Task requirements →
Each entry below should be printed exactly, with every image left out.

Records drawn from a dataset →
================================
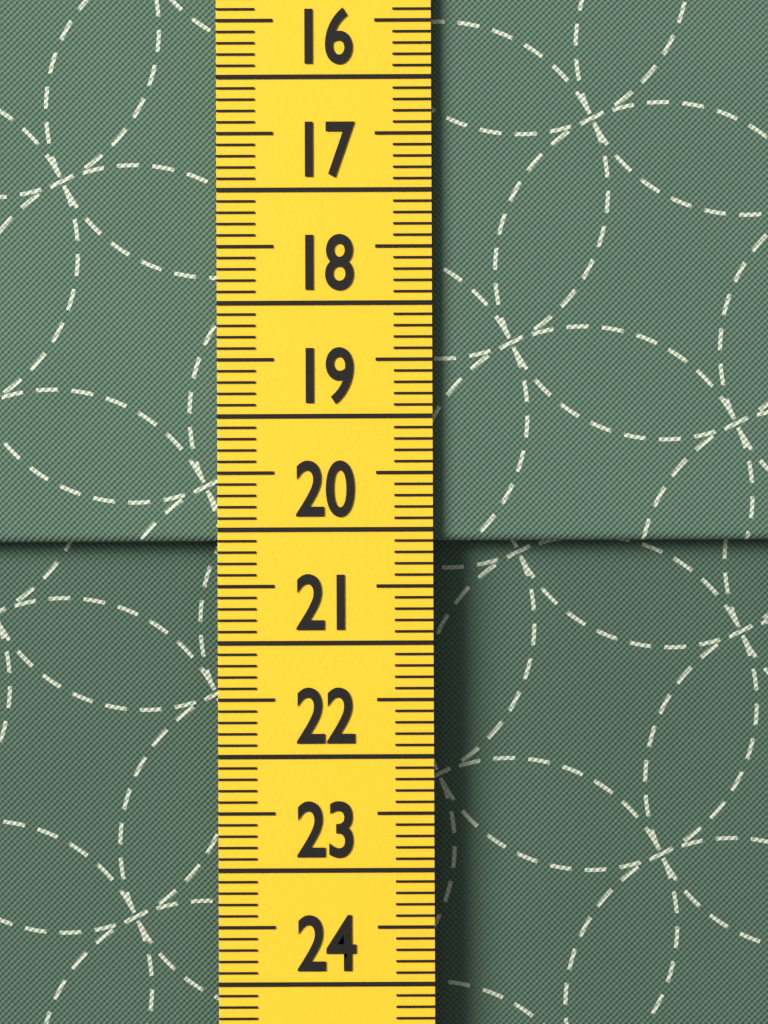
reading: 20.1 cm
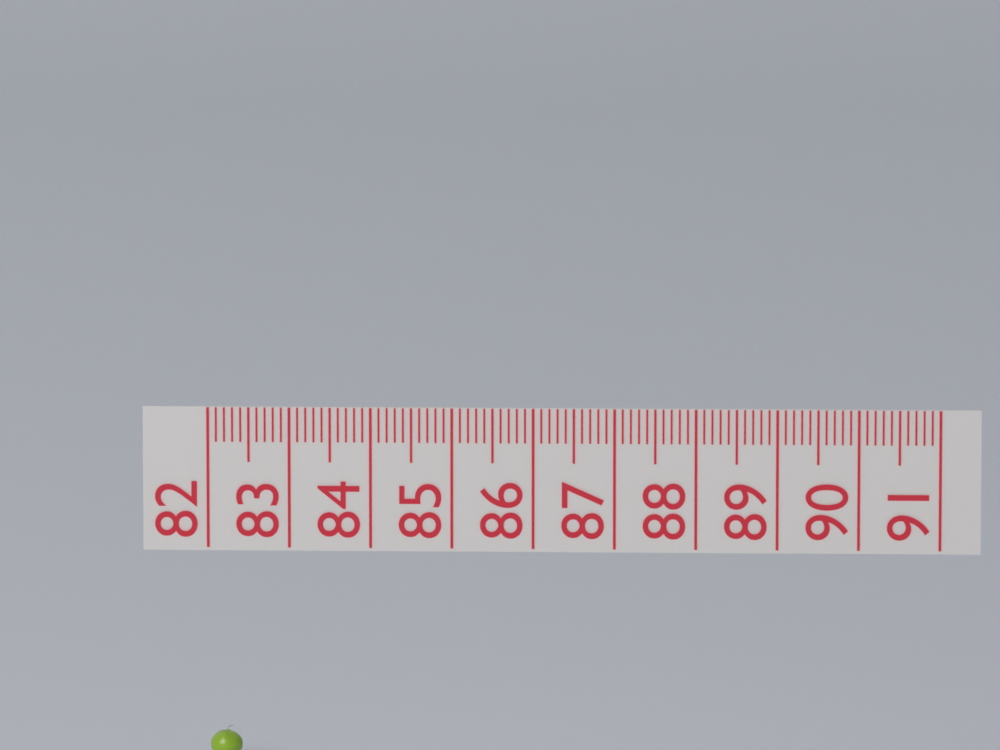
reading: 82.4 (no unit)
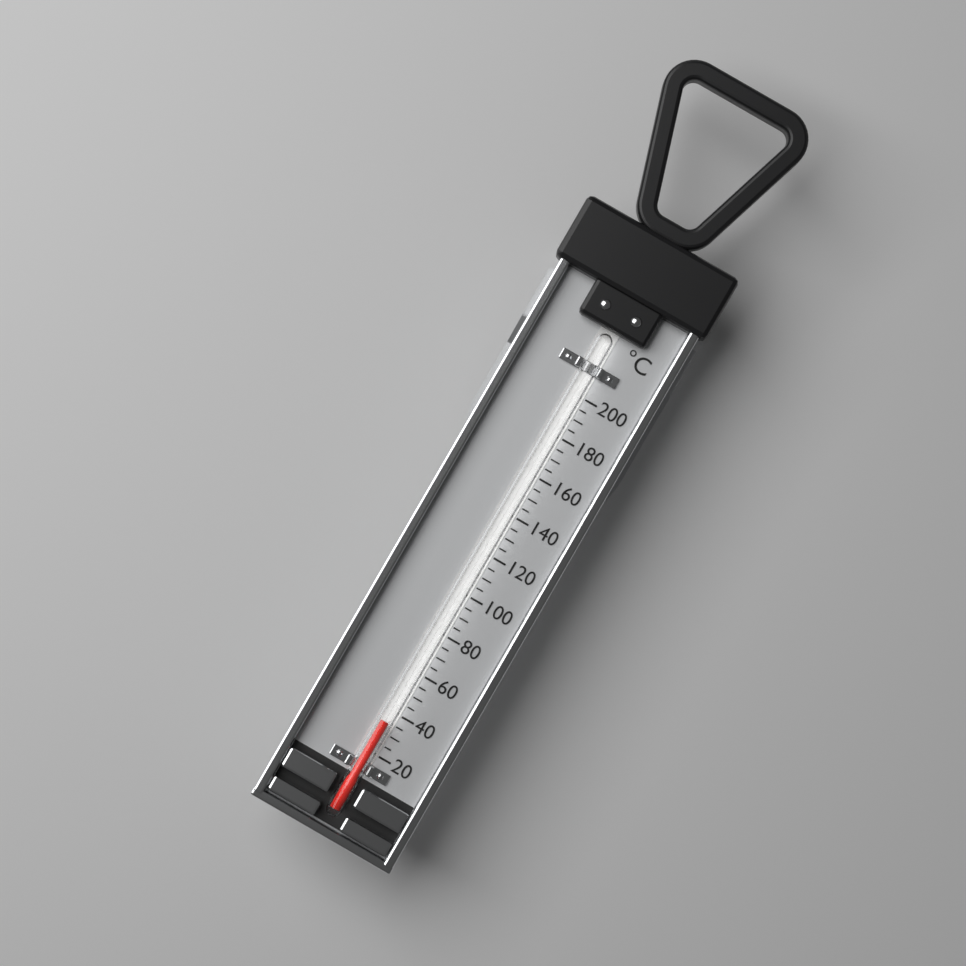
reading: 35 °C
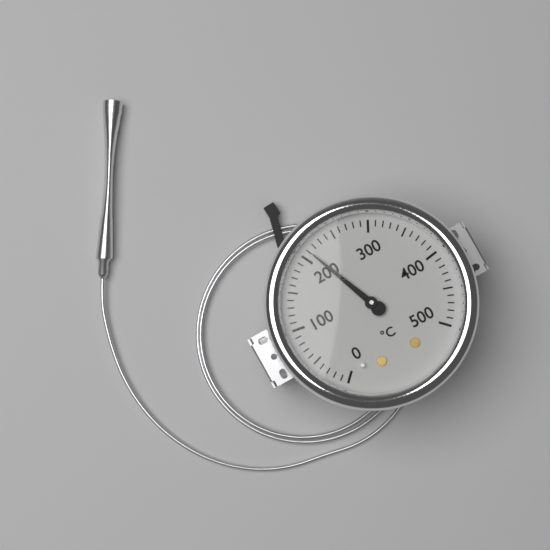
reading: 210 °C
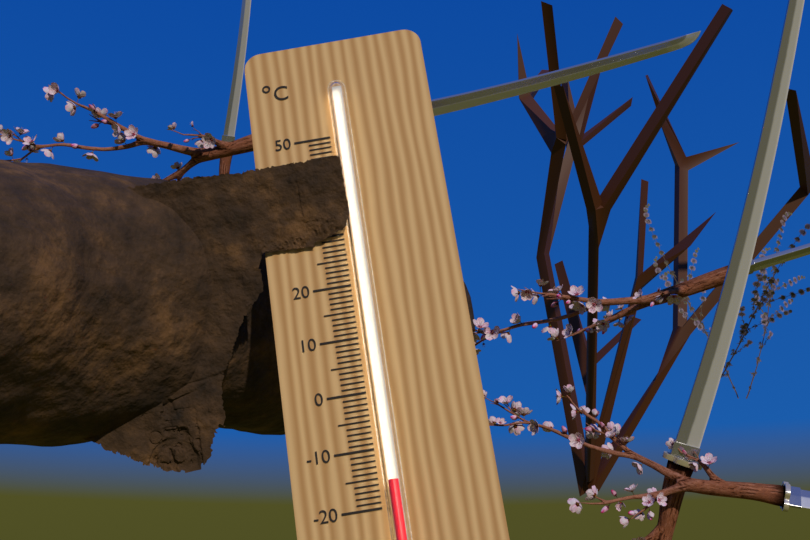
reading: -16 °C
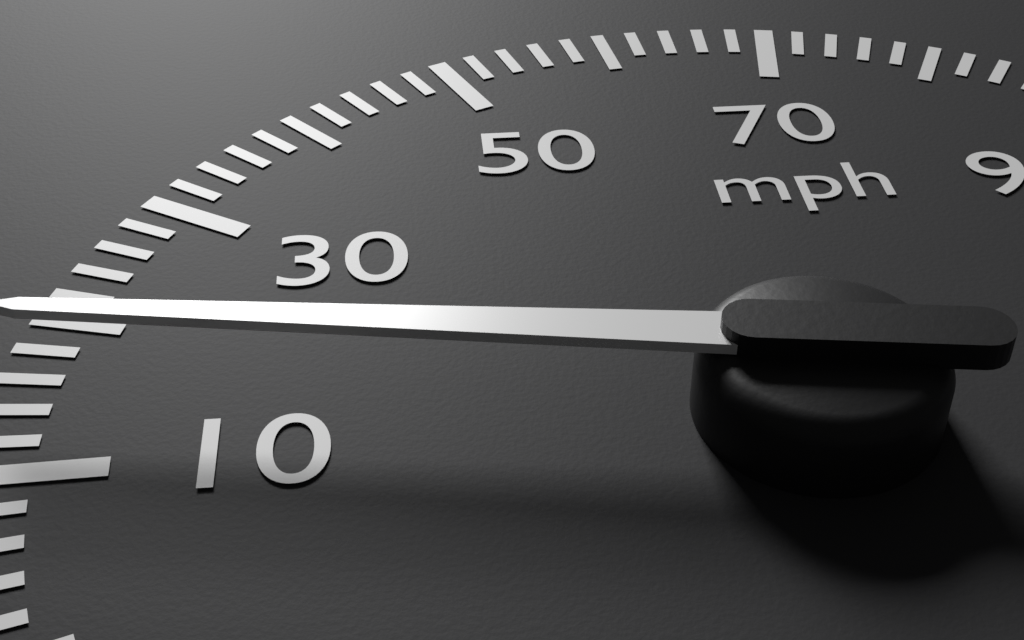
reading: 16 mph
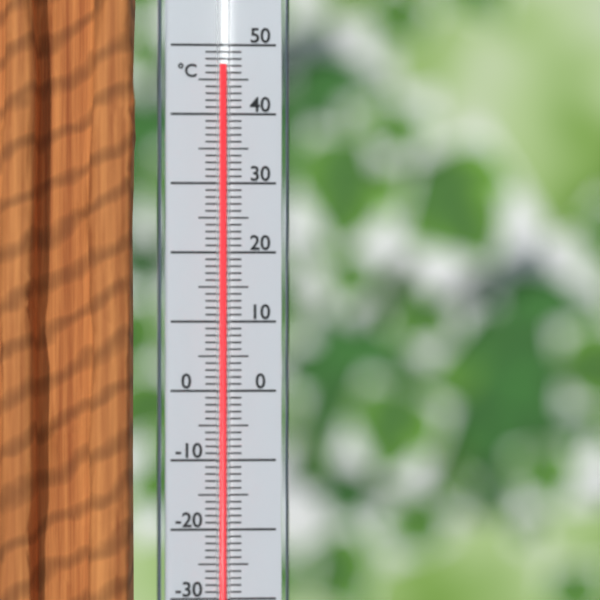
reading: 47 °C
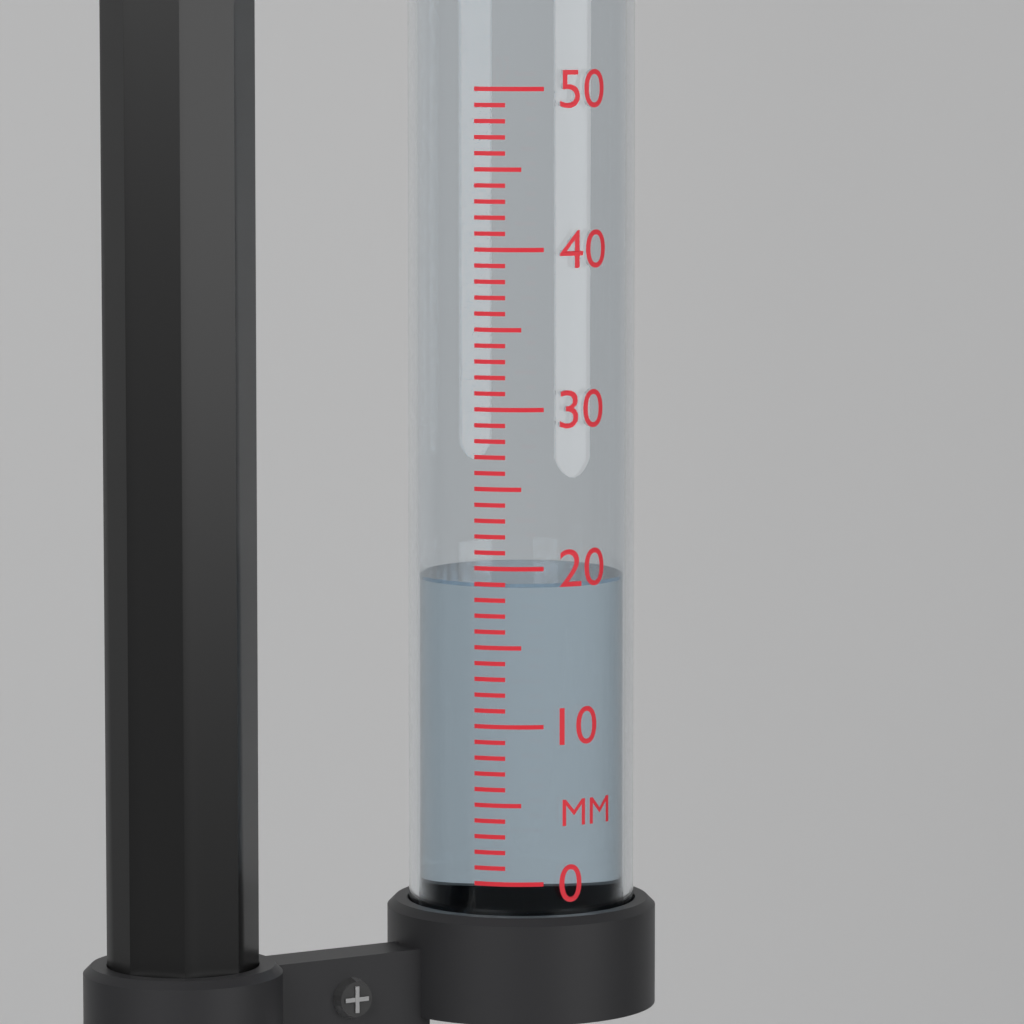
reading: 19 mm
================================
Finished task →
reading: 20.1 cm
reading: 82.4 (no unit)
reading: 35 °C
reading: 210 °C
reading: -16 °C
reading: 16 mph
reading: 47 °C
reading: 19 mm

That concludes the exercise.